RICHMOND, Va. - In what could be a significant shift, the state of West Virginia says it will now take into account studies showing health impacts tied to mountaintop-removal mining.

For years, regulators have resisted considering studies showing elevated coalfield health problems, but this week the directors of West Virginia's health and environmental departments said that would change. Environmentalists and researchers say the shift is welcome, but long overdue.

Rob Goodwin, a technical mining analyst, says there now are about two-dozen peer-reviewed studies showing health impacts of mountaintop-removal mining.

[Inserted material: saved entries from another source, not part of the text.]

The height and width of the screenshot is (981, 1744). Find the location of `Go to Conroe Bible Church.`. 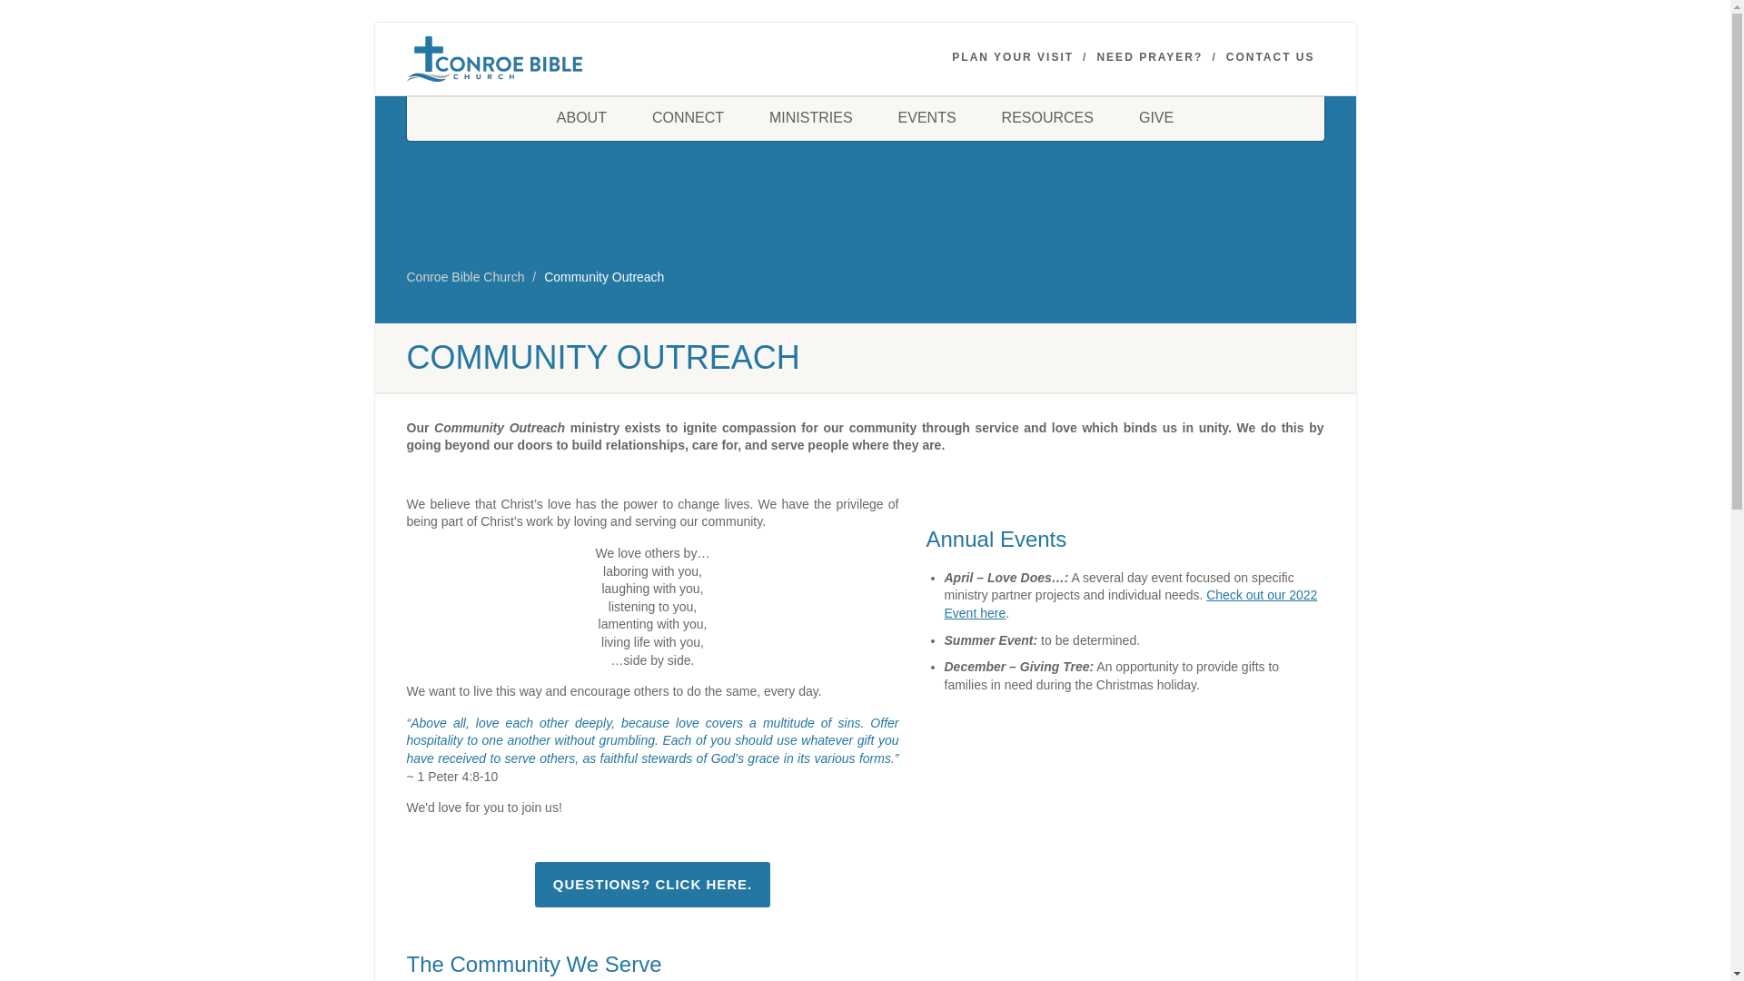

Go to Conroe Bible Church. is located at coordinates (465, 277).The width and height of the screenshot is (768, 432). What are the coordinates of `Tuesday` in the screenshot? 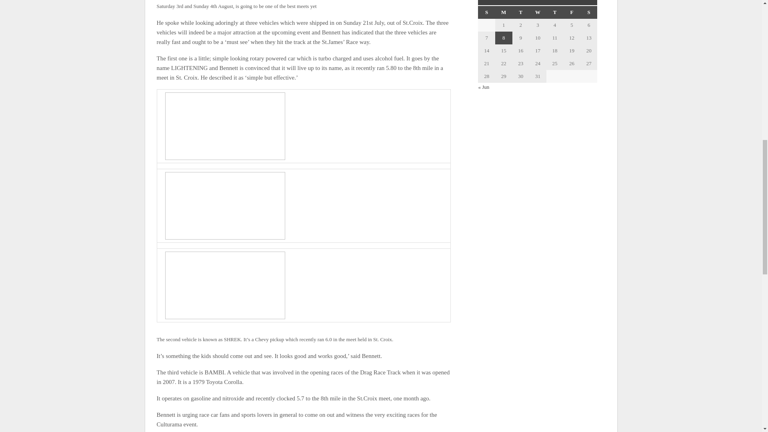 It's located at (520, 12).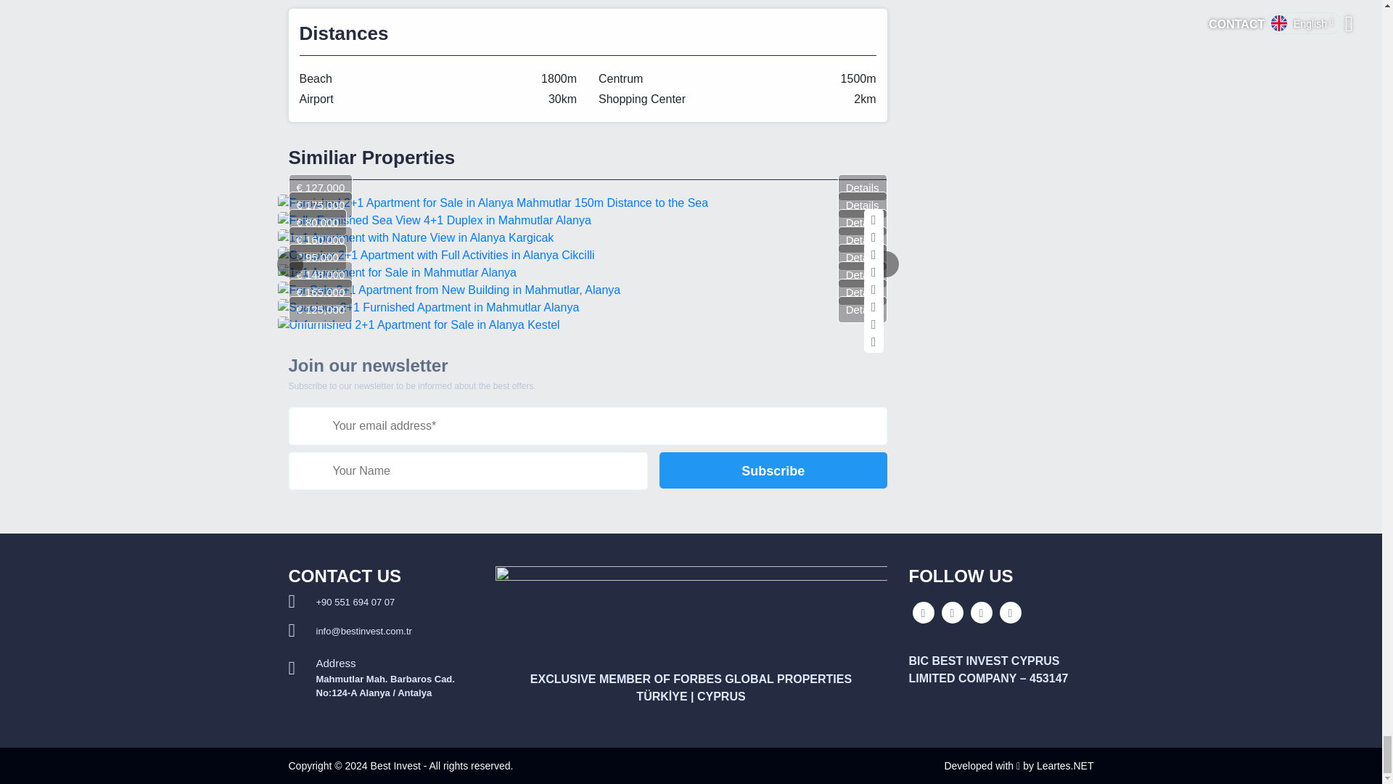 The image size is (1393, 784). I want to click on Facebook, so click(923, 612).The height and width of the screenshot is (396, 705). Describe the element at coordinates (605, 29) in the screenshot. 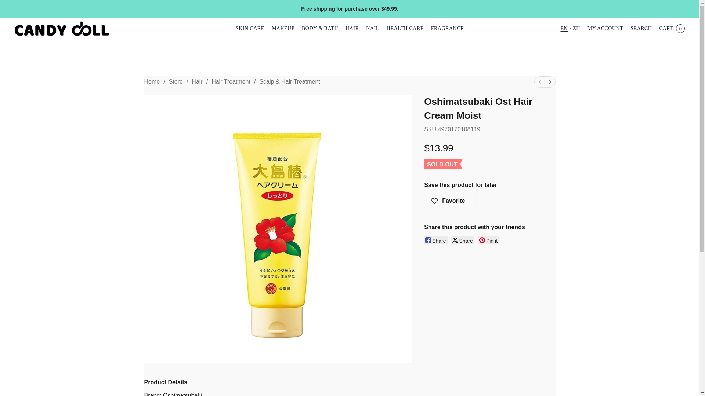

I see `MY ACCOUNT` at that location.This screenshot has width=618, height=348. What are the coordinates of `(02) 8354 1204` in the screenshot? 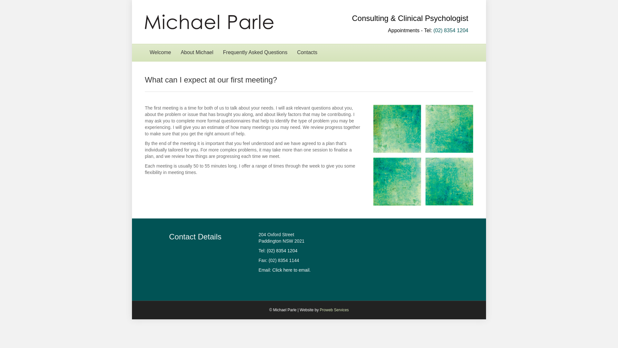 It's located at (451, 30).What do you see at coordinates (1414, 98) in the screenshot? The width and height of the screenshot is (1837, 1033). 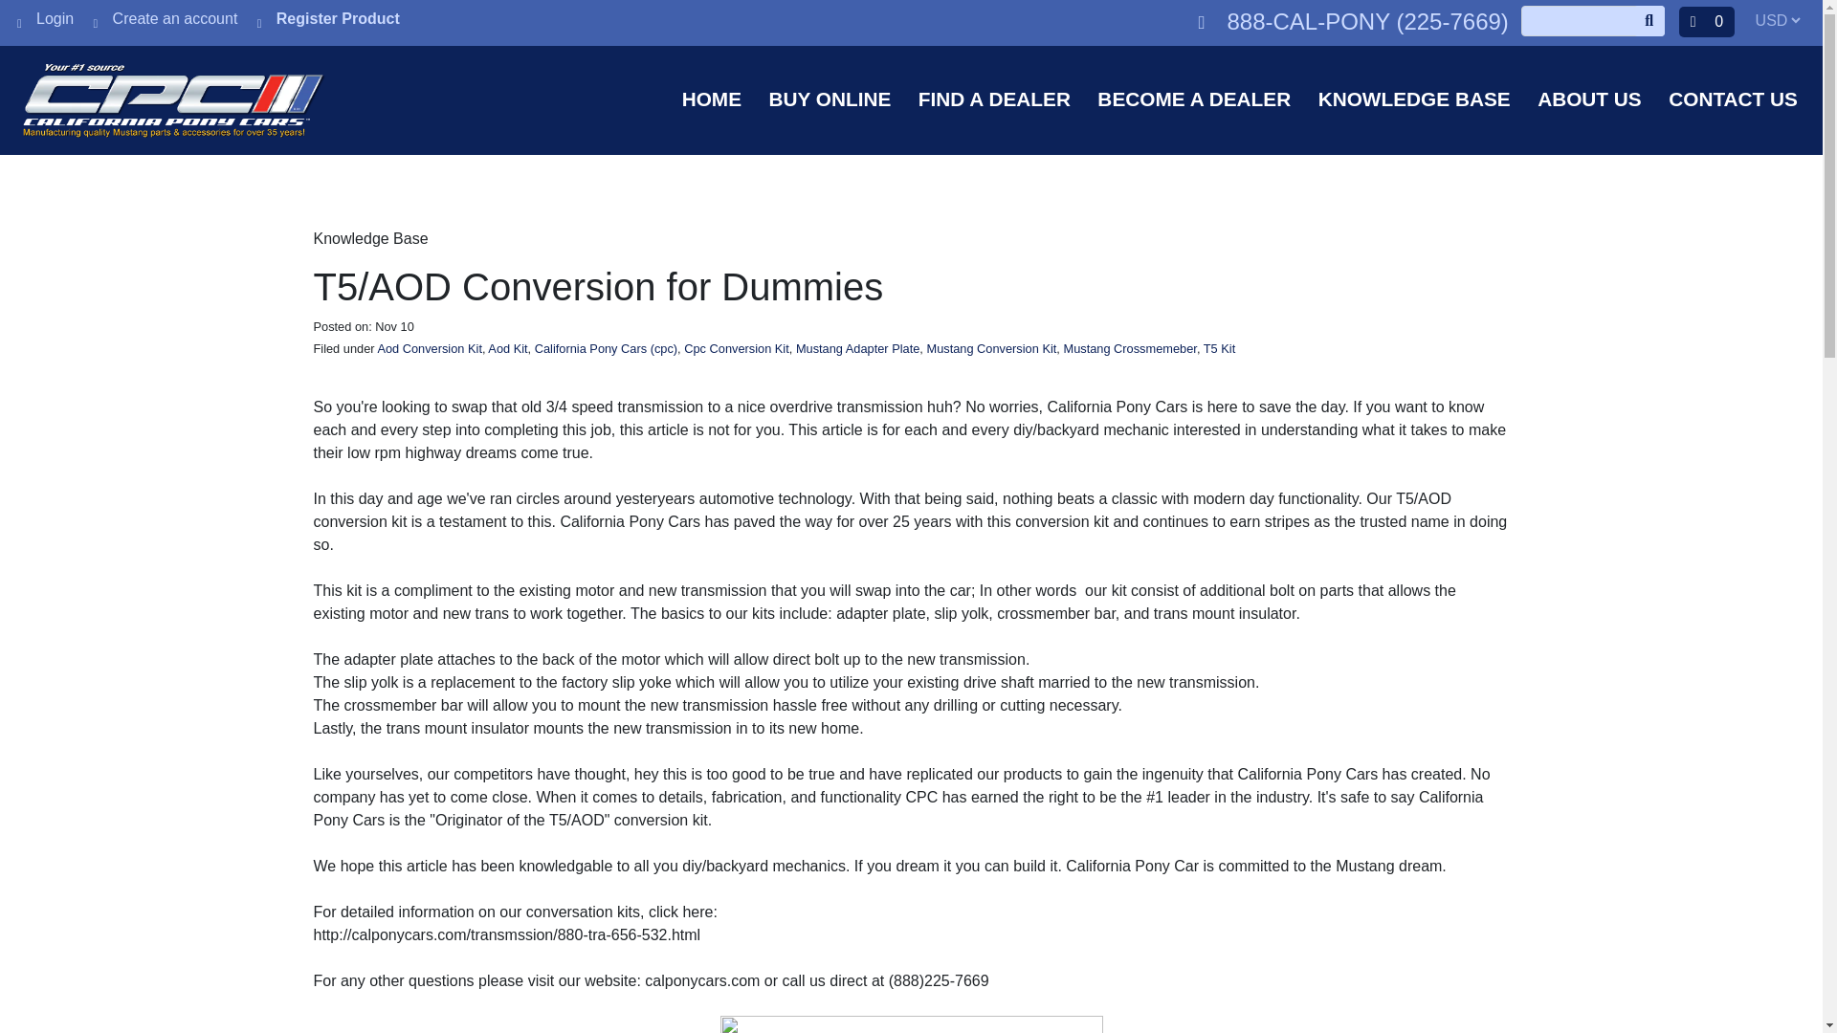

"In southern West Virginia, eastern Kentucky and southwest Virginia birth defects, respiratory and heart diseases are much higher than the national average," says Goodwin. "There's even studies out there about mental well-being."

The mining industry argues the health issues have other causes. Goodwin points out those health problems don't show up in areas within those same regions that do not have mountaintop-removal mines.

Researchers have been hesitant to say how mountaintop-removal mining may cause health problems, but Goodwin says now they are focusing on tiny particles of rock thrown into the air by the massive explosions at the strip mines.

"These particulates, silica and heavy metals, have been found at greater levels in areas where this type of mining is occurring," he says. "And at lesser levels where it's not."

Parts of far southwest Virginia have active mountaintop-removal mines nearly identical to those in neighboring West Virginia - and with the same health issues.